__Exercise__: Output the line with "Describe the element at coordinates (1032, 40)" and every following line to the end of the material, exactly as they appear.

__Given data__:
☆ ☆ ☆ ☆
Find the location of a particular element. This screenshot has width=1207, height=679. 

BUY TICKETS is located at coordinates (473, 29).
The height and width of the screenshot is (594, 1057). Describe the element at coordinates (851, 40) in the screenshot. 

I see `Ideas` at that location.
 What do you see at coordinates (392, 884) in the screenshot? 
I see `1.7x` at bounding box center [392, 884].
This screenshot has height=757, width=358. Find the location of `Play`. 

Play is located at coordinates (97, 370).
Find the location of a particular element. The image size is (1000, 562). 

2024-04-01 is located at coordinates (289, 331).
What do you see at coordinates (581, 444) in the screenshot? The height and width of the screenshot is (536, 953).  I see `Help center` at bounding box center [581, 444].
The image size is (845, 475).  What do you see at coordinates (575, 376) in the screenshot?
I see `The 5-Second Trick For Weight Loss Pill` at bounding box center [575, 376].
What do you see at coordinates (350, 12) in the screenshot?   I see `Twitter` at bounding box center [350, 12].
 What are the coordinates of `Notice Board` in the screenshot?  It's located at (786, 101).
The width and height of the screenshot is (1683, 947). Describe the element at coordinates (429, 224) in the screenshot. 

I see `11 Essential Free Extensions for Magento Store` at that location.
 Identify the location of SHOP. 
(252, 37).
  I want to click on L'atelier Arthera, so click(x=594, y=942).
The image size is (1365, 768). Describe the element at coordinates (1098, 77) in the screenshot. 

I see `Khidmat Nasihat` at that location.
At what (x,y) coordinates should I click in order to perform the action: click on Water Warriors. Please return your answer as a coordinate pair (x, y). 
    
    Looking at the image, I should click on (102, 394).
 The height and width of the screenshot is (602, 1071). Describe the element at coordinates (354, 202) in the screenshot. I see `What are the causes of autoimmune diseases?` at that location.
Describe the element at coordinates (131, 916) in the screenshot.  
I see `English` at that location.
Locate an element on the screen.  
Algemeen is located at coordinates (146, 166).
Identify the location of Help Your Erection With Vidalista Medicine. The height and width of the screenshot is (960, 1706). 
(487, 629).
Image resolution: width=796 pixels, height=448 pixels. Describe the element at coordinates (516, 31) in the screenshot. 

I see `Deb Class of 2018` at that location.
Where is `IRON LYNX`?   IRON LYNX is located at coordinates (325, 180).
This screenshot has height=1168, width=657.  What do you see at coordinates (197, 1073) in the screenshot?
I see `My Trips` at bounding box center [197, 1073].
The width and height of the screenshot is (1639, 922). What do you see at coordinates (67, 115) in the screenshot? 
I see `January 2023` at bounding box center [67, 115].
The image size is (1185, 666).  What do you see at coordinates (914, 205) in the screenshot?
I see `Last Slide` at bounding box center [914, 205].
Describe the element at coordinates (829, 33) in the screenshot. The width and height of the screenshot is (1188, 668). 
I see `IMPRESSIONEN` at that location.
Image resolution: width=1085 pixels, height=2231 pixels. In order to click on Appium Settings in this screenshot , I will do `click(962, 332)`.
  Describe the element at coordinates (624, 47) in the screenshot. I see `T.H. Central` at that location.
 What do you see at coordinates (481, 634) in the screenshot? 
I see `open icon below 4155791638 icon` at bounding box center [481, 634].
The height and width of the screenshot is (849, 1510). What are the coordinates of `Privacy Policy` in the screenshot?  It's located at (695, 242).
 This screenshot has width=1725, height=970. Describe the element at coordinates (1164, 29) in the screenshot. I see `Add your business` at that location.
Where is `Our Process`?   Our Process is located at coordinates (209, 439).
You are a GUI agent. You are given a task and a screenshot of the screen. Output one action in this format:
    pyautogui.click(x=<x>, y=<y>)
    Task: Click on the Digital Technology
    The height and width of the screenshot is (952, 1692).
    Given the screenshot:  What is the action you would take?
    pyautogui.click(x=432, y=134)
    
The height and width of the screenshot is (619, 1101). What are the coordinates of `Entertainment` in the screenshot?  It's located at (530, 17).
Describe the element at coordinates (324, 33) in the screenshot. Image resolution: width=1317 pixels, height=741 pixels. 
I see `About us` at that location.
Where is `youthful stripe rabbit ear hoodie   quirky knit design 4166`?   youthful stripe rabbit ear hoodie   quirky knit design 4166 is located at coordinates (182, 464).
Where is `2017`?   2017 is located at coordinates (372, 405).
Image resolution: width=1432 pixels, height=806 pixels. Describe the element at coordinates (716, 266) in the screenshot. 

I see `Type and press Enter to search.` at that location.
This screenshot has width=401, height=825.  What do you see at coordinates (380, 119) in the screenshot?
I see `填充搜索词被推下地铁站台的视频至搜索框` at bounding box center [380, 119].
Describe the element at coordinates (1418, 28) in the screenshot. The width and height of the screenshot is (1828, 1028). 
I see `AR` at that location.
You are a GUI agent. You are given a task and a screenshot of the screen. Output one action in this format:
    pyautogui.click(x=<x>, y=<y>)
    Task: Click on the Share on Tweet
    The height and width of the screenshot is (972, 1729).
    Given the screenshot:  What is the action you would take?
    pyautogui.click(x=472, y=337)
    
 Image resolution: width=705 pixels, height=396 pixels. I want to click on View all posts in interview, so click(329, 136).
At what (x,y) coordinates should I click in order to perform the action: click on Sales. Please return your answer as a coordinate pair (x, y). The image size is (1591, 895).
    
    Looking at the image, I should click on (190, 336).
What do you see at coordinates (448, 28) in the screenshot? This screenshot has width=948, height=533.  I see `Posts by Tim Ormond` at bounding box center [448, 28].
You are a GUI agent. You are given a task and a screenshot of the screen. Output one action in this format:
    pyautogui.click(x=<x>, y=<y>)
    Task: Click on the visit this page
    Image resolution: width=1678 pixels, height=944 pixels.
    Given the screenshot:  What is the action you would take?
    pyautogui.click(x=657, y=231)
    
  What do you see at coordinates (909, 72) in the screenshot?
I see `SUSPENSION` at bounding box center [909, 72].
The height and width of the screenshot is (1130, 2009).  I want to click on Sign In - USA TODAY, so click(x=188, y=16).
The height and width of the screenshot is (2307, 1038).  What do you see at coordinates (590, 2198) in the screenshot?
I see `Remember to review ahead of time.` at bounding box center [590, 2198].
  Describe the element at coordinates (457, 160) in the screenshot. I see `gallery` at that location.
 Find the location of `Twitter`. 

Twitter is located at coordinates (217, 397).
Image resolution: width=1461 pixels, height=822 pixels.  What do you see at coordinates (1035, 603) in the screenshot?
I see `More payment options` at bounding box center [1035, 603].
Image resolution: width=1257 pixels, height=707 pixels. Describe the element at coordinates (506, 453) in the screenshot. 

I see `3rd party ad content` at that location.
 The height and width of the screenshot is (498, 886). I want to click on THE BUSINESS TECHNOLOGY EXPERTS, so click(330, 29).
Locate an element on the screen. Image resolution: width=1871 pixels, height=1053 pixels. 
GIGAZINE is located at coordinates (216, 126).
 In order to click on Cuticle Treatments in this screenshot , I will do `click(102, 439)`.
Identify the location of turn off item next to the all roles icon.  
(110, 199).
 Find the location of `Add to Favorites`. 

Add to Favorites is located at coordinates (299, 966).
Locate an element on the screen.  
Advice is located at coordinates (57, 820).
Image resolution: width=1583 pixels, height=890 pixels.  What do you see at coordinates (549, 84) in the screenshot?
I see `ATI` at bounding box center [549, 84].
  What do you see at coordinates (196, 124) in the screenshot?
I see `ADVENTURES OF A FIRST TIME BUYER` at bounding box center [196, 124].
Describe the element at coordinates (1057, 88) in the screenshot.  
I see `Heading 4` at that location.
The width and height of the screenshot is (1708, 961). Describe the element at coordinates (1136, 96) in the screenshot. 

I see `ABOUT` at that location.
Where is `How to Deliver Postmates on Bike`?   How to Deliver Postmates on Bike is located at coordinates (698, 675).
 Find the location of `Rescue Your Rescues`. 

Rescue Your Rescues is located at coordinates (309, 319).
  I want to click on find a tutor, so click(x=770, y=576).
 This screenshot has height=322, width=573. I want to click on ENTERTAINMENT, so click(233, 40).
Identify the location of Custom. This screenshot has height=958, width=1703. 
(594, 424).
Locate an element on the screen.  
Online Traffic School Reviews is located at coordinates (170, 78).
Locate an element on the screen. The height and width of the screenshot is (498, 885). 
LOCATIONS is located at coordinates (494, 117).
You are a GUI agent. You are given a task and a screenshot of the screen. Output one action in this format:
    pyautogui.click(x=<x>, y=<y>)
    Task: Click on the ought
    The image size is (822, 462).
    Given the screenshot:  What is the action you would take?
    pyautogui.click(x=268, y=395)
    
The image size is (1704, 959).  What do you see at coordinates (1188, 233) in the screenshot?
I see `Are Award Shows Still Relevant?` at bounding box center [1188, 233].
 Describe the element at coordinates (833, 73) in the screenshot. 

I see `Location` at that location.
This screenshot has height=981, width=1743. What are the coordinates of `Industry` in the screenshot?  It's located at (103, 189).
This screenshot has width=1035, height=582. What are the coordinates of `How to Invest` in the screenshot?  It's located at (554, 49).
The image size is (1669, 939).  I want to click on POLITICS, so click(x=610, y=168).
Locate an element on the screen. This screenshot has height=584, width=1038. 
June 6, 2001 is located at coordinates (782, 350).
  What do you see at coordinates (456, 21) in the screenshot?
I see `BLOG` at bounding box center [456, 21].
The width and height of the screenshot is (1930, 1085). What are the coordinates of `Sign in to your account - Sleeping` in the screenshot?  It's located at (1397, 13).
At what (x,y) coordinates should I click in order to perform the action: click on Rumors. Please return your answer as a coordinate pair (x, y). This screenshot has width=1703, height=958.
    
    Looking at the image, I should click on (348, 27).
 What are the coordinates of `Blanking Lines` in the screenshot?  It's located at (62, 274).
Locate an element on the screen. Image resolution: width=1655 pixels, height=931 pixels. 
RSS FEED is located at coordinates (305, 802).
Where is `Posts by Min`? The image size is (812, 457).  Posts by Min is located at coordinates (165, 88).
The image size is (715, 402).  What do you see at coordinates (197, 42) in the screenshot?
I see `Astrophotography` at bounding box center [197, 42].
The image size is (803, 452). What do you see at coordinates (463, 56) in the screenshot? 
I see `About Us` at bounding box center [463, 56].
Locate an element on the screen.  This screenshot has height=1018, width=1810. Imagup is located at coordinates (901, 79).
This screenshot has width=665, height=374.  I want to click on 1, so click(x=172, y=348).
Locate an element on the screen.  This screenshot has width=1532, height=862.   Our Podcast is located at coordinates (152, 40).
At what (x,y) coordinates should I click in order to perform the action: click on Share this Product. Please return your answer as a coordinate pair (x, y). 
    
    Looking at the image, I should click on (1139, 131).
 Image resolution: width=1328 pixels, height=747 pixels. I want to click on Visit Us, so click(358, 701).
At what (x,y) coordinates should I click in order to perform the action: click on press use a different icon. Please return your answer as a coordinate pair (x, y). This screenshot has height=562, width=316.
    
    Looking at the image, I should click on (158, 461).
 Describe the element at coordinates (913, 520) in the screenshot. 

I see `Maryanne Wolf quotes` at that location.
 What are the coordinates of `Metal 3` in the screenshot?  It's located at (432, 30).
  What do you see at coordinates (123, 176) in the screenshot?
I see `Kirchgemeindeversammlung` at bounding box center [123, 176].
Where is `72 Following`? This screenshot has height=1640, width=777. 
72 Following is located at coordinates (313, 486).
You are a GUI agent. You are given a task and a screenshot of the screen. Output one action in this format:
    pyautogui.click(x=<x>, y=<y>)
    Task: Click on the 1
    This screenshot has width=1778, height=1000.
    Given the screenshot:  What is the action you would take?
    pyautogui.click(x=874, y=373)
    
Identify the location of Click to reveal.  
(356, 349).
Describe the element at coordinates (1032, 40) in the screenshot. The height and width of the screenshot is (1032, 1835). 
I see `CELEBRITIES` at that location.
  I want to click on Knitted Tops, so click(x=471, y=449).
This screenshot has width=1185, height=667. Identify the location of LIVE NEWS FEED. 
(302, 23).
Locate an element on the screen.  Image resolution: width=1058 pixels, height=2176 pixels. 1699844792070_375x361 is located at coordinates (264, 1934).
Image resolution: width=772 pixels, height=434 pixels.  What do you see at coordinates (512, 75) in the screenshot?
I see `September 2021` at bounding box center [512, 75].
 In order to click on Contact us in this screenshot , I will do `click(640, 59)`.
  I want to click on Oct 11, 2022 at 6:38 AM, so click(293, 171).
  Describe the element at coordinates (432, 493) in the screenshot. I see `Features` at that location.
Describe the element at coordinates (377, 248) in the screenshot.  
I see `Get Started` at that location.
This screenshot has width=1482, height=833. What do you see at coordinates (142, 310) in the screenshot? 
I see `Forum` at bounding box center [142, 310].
☆ ☆ ☆ ☆
__Worked solution__:
Describe the element at coordinates (1032, 40) in the screenshot. The height and width of the screenshot is (1032, 1835). 
I see `CELEBRITIES` at that location.
  I want to click on Knitted Tops, so click(x=471, y=449).
This screenshot has width=1185, height=667. Identify the location of LIVE NEWS FEED. 
(302, 23).
Locate an element on the screen.  Image resolution: width=1058 pixels, height=2176 pixels. 1699844792070_375x361 is located at coordinates (264, 1934).
Image resolution: width=772 pixels, height=434 pixels.  What do you see at coordinates (512, 75) in the screenshot?
I see `September 2021` at bounding box center [512, 75].
 In order to click on Contact us in this screenshot , I will do `click(640, 59)`.
  I want to click on Oct 11, 2022 at 6:38 AM, so click(293, 171).
  Describe the element at coordinates (432, 493) in the screenshot. I see `Features` at that location.
Describe the element at coordinates (377, 248) in the screenshot.  
I see `Get Started` at that location.
This screenshot has width=1482, height=833. What do you see at coordinates (142, 310) in the screenshot? 
I see `Forum` at bounding box center [142, 310].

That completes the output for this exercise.